In 1846, an English antiquarian named William Thoms coined the word folklore to describe the traditions, customs, and superstitions of the uncultured classes, inadvertently creating a label that would eventually define a global musical genre. Before this term existed, music was simply the sound of daily life, transmitted orally from one generation to the next without sheet music or copyright. This music served practical purposes, helping workers synchronize their movements during planting, weaving, or marching, and providing a communal outlet for storytelling and history. Unlike classical music, which was preserved in written scores by the elite, folk music lived in the memory of the people, evolving naturally as singers modified melodies to suit their own tastes or local dialects. The result was a fluid tradition where no single version of a song was ever considered the definitive one, allowing the music to survive through constant reinvention rather than rigid preservation.
Collectors and Ballads
The late 19th century saw a desperate race to save vanishing songs before they disappeared entirely, sparking a movement of academic collectors who traveled to remote regions to document oral traditions.

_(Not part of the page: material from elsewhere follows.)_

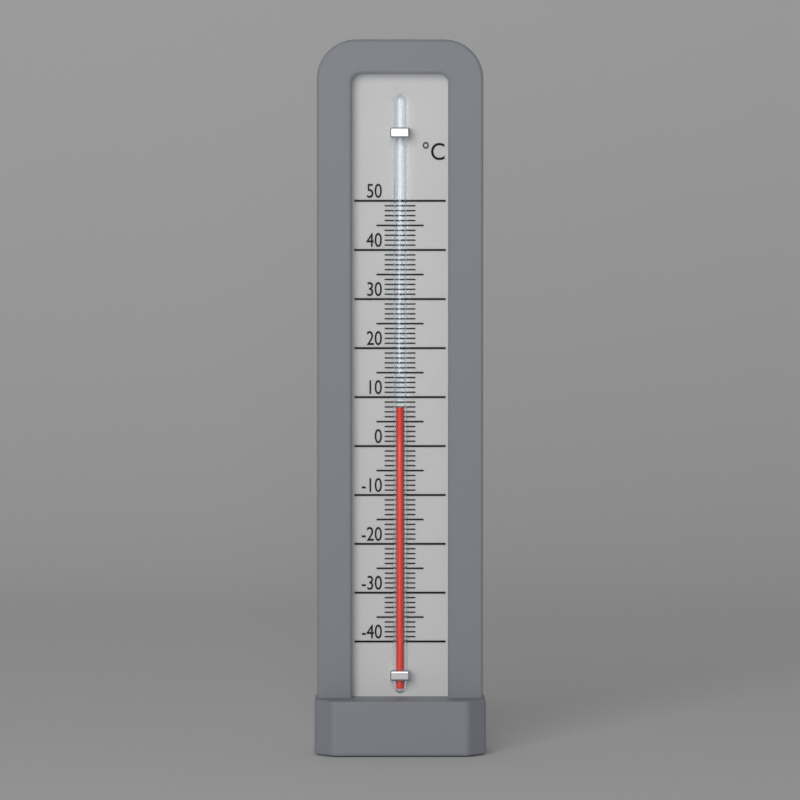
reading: 8 °C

Francis James Child spent decades compiling over three hundred ballads in English and Scots traditions, creating a canon that included songs predating the 16th century. In the United States, Cecil Sharp journeyed to the Blue Ridge Mountains of North Carolina and the Cumberland Mountains of Kentucky between 1916 and 1918, recording hundreds of ballads passed down from British ancestors to Appalachian communities. These collectors, including John Lomax and Alan Lomax, used the new technology of audio recording to capture the voices of cowboys, southern blacks, and rural families, creating archives that would later fuel the 20th-century folk revival. Their work transformed folk music from a living, changing oral tradition into a fixed historical artifact, often editing songs to make them palatable for school children or academic study.The Great Depression Era
During the 1930s, folk music became entangled with political and social activism as the Great Depression reshaped the American landscape. The Communist Party took a keen interest in folk music as a tool to reach and influence the working class, while scholars like Charles Seeger and Lawrence Gellert emphasized the music's role in people's struggles for social and political rights. Woody Guthrie emerged as a central figure, writing songs that reflected the hardships of the era and the plight of the displaced. President Franklin Roosevelt hosted folk concerts at the White House and patronized festivals like Sarah Gertrude Knott's National Folk Festival, which began in St. Louis in 1934. These events were not merely entertainment but were seen as forces for social goods, promoting democracy and cultural pluralism while attempting to remove race-based barriers. The folk music movement of this decade turned musicians into scholars and advocates, creating a foundation upon which future revivalists would build their understanding of American identity.